Though it is a given that the hidebound Congress leadership would take the court strictures in its stride, and a cynical media would barely take notice, there remains the little question about the immense mental and financial pain gratuitously inflicted on Ghosh and his family. His house was raided, he was made to make the rounds of lawyers, pay them from his meager savings and rely on his NRI son to fund him whenever necessary. That after occupying some of the key posts in various economic ministries the retired secretary to the GOI lives in a modest flat in a cooperative society of babus in Dwarka was an additional pointer about his incorruptibility. To tar such a man for wholly political purposes shows the depravity of the UPA leaders.
Now, will the zero-loss inventor, who probably makes more money in a day than honest bureaucrats like Ghosh made in a full year, compensate him for the trouble he needlessly put him to merely because he was keen to prove his usefulness to his party bosses? We have our doubts. At least, an apology, even if penned in bad poetry, would be in order.
 
A PROTEST PANTOMIME
Whatever else the flurry of relinquishments of the Sahtiya Akademi awards may or may not have accomplished, at least one good thing has already flowed from it. Thanks to the ersatz show of anger in daily installments, there is a good chance that ordinary people might come to know the names of some of these literary giants. What for the lemmings-like conduct of these worthies, it is highly unlikely that anyone would have noticed that the country is fortunate to have so many men and women of letters. Now we are not being catty. No. Not at all.

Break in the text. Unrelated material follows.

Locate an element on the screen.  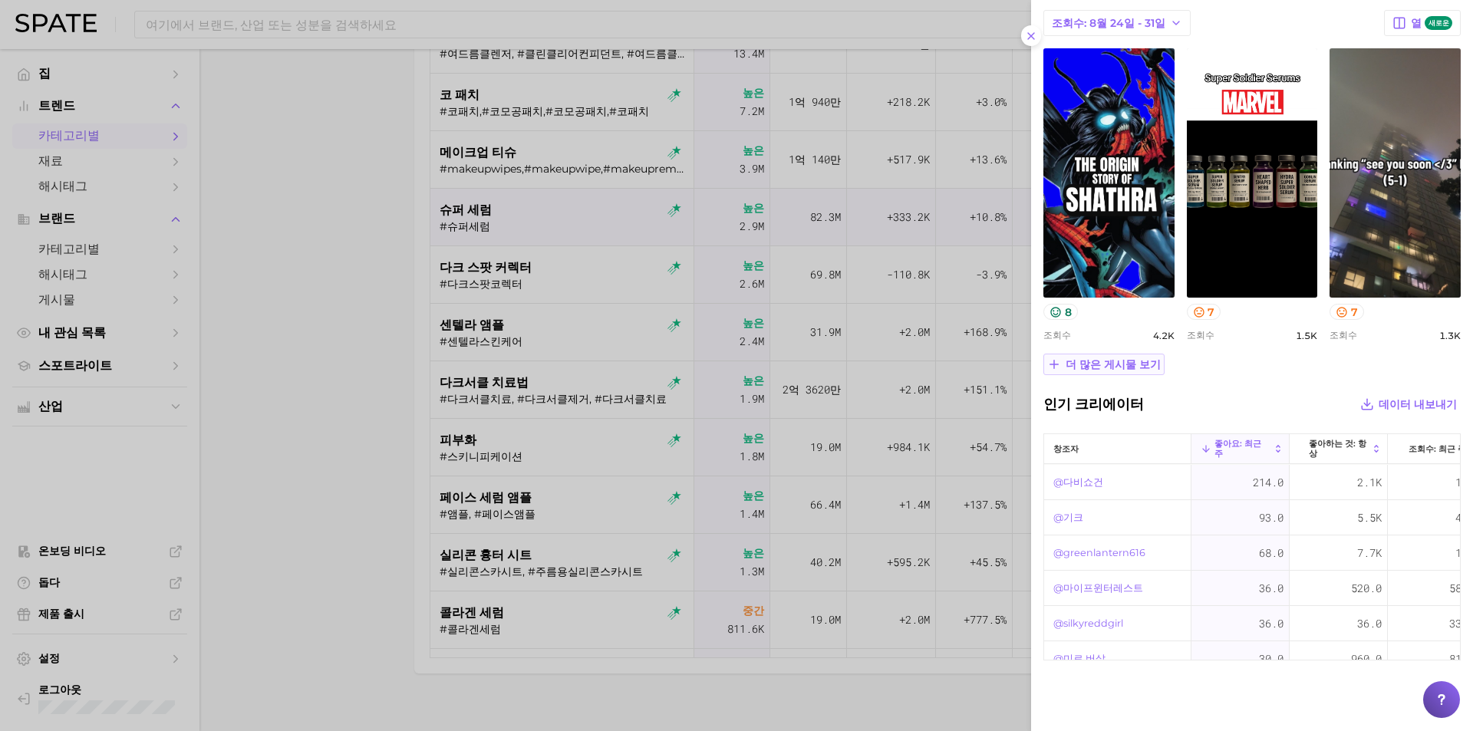
font: 5.5k is located at coordinates (1369, 517).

The truth is that when the actual awards are announced and the winners decorated with a citation and cash prize each hardly anyone takes note. A grainy half-column photo with a couple of paras tucked away in some obscure corner of the newspaper is all that they get. As for the television channels, well, they barely take note of such non-TRP news. But post-Dadri, it would seem the Sahtiya Akademi winners never had it so good. Now they are the toast of the television channels, particularly the English language news channels, their mug shots are flashed constantly on the small screen, quite a few appear in panel discussions, holding forth on the alleged perfidy of the Modi government in awakening their hitherto sleeping conscience.
The smouldering embers might have been doused in Dadri, but in the television studios these still burn bright, thanks to the visceral confluence of interest of the editors and the award-returning artists. That this pantomime of protest has gladdened the hearts of the party that pelted all constitutional institutions, superseded judges, banned books, some even without reading them, and generally behaved in a most authoritarian manner is a crowning irony. It would seem that a real catastrophe has befallen India which our literary warriors are out to vanish with the sheer force of their angst as channeled through the TRP-hungry media. 

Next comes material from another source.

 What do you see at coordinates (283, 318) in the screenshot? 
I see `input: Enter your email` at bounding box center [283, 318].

We are blessed living in times when the country gets to accord so much weight to its literary giants, something the previous generations completely missed out on. Will more Sahtiya Akademi winners please come forward? The Manohar Lal Khattars, Mahesh Sharmas, Sangeet Soms and others of their ilk are eager to accord them a hearty welcome. 
Come on, do not lose a sense of perspective, dear artists. India has survived through the worst. This is nothing compared to the times when the highest court in the land on record had empowered the executive to kill at will without any questions being asked by anyone. Let him who has not compromised return his Sahitya Akademi award. Is there anyone around?